Kit grinned, then sighed. “Yeah.” They moved out of the master bedroom and down the hall. By the time they’d reached the media room, they could hear Ivy and Casey arguing in the living room. They slowed as they neared, then Kit paused a few feet from the end of the hallway, listening to their exchange.

“Casey,” Ivy said in a calm but authoritative voice, “this isn’t something we have a choice in. Your dad and I have discussed your summer camp. It can’t happen this summer.”

“I’ve gone there for the last three years. You promised I could go. You’ve already paid for it.”

“And things have changed since then. I’m sorry. We are where we are. We’ll find things to do here. We’ll have fun.”

“You’re not listening, Mom.”

“I am listening, Case. I know you’re disappointed—”
 

“No. You don’t know that. And you never listen to me. I hate you!”

At that, Kit hurried into the room. “Whoa! That’s your mother you’re speaking to, little girl.” He caught Casey around the shoulders and spun her around, then marched her to the back door with a hand at the base of her neck.

“Kit, please. Don’t do this.” Ivy hurried after them, but he ignored her—in part because he was trying to get his temper under control and in part because, screw it all, as Casey’s dad, he did have a right to participate in correcting her.
 

“We were having a conversation,” she continued. “I don’t need you to come in here and take things over. Kit! Where are you going?”

He led Casey outside. On the porch, he sent a look back, seeing Blade keep pace with Ivy. He nodded at his friend. He heard Blade say to Ivy, “Let ’em go, Ivy. It’s gonna be okay. He’ll back you up.”

Blade wrapped an arm around her waist, holding her back as Kit walked away with Casey. Ivy tried to get free of his grip, but she might as well have been trying to bend an iron bar. “Let me go, Ty.”

“No. Let them talk it out. He’s the reason Casey can’t go to camp. We’re all why. You shouldn’t have to take the heat for that.”

“Dammit, Ty, let me go. This doesn’t concern you.”

“It does—you and Kit are two of my best friends.”

“He doesn’t know how to deal with her when she gets like this. Where’s he taking her?” Kit was marching Casey at a fast clip across the lawn to the side of the garage. Casey had to jog to keep up with him. Ivy struggled against Ty’s hold. “He’s going to hit her. You saw how angry he was.”

“He’s never hit us and we piss him off all the time. Give him a chance, Ivy.”

“I don’t strike Casey. I never have. We talk things through.”

“Yeah, well, from the sounds of the convo we walked into, a little spanking wouldn’t hurt.”

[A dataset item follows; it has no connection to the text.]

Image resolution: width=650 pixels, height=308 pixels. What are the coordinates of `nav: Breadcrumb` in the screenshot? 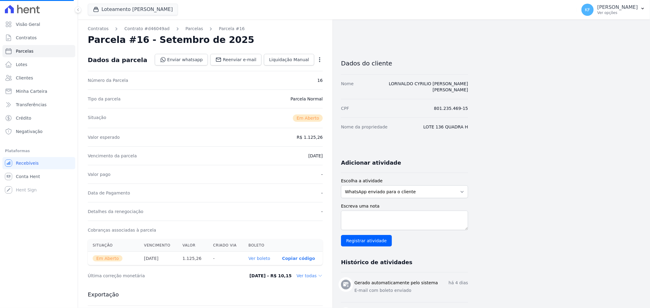 It's located at (205, 29).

Ivy stopped struggling and glared up at him. “Ty Bladen.”

“It’s Holt now.”

Right. She remembered that he’d applied for a legal change to his name after he found out the truth about his father. “Ty Holt. This isn’t acceptable.”

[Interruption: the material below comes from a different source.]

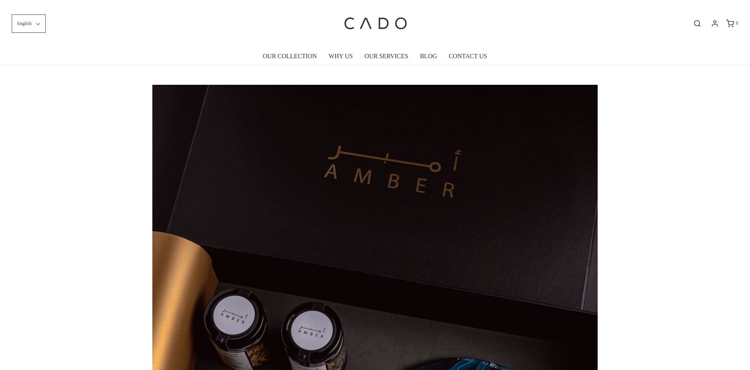 This screenshot has height=370, width=750. Describe the element at coordinates (732, 23) in the screenshot. I see `a: 0` at that location.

Ty let her go and grinned at her. “Kit’s nothing like my dad. Or yours. Trust him. He’s got your back.”

Ivy wiped the angry tears from her face. Ivy paced while Ty simply leaned against a support beam. Several long minutes passed. She was glad he stayed with her while they waited for the two to return. At last, Kit and Casey started back toward them. Casey had been crying but was subdued when she stopped in front of Ivy.
 

“I’m sorry, Mom. I don’t hate you. I’ve never hated you. Dad said there might be something he could do to let me go, if it’s okay with you, after what just happened.”

“And…?” Kit prompted.

“And if that doesn’t work out, I understand.”

Ivy let out a ragged breath and pulled Casey in for a hug. “I’m sorry, too. We’ll wait to see what Dad can do.”
 

Casey nodded. “I’m going to my room. Dad said you guys would decide on a punishment because I lost my temper and said mean things.” She moved past Ivy and went inside.

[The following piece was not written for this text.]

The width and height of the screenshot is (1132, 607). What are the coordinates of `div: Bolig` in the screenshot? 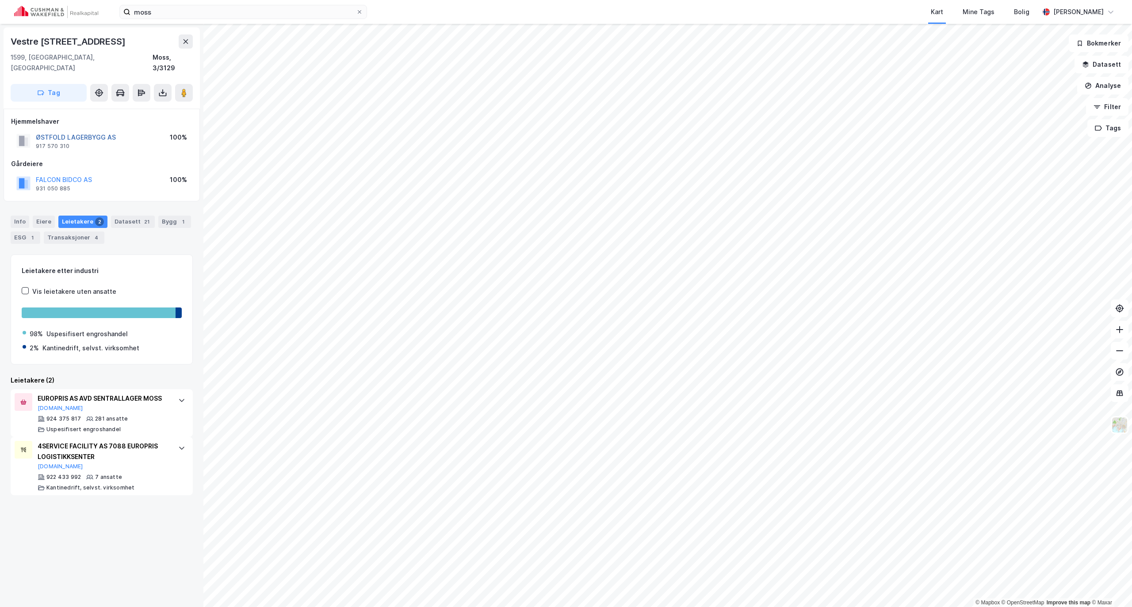 It's located at (1021, 12).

“Right, then,” Ty said as he pushed off the pillar he was leaning against. “I can see that this drama is less exciting than I’d hoped. I’m off.”

He went inside, leaving Ivy alone with Kit. She sent him a questioning glance. He grinned at her. “What? You didn’t think I knew the difference between a little girl and an enemy?”

Ivy shook her head. “I don’t know what to expect from you at all. I don’t like yielding my authority over Casey to anyone.”

Kit lifted his shoulders and shrugged that off. “You’re still in charge. I just reinforced that with her.”

“What did you say to her?”

“I explained that the sanctions you’re imposing came from me, and that if she had an issue with them, she could discuss it civilly with you or bring her concerns to me. And that if I ever heard her disrespect you again, she’d spend a week running laps around the gym.”

“Oh.” Ivy sighed. Kit had defused the tense situation so easily that she had trouble grasping what just happened. Lately, blowups like these were becoming more frequent, louder, and lasting longer. “Well. Thank you. She’s getting so moody lately. Sometimes I don’t even know how to reach her. Everything I say infuriates her.”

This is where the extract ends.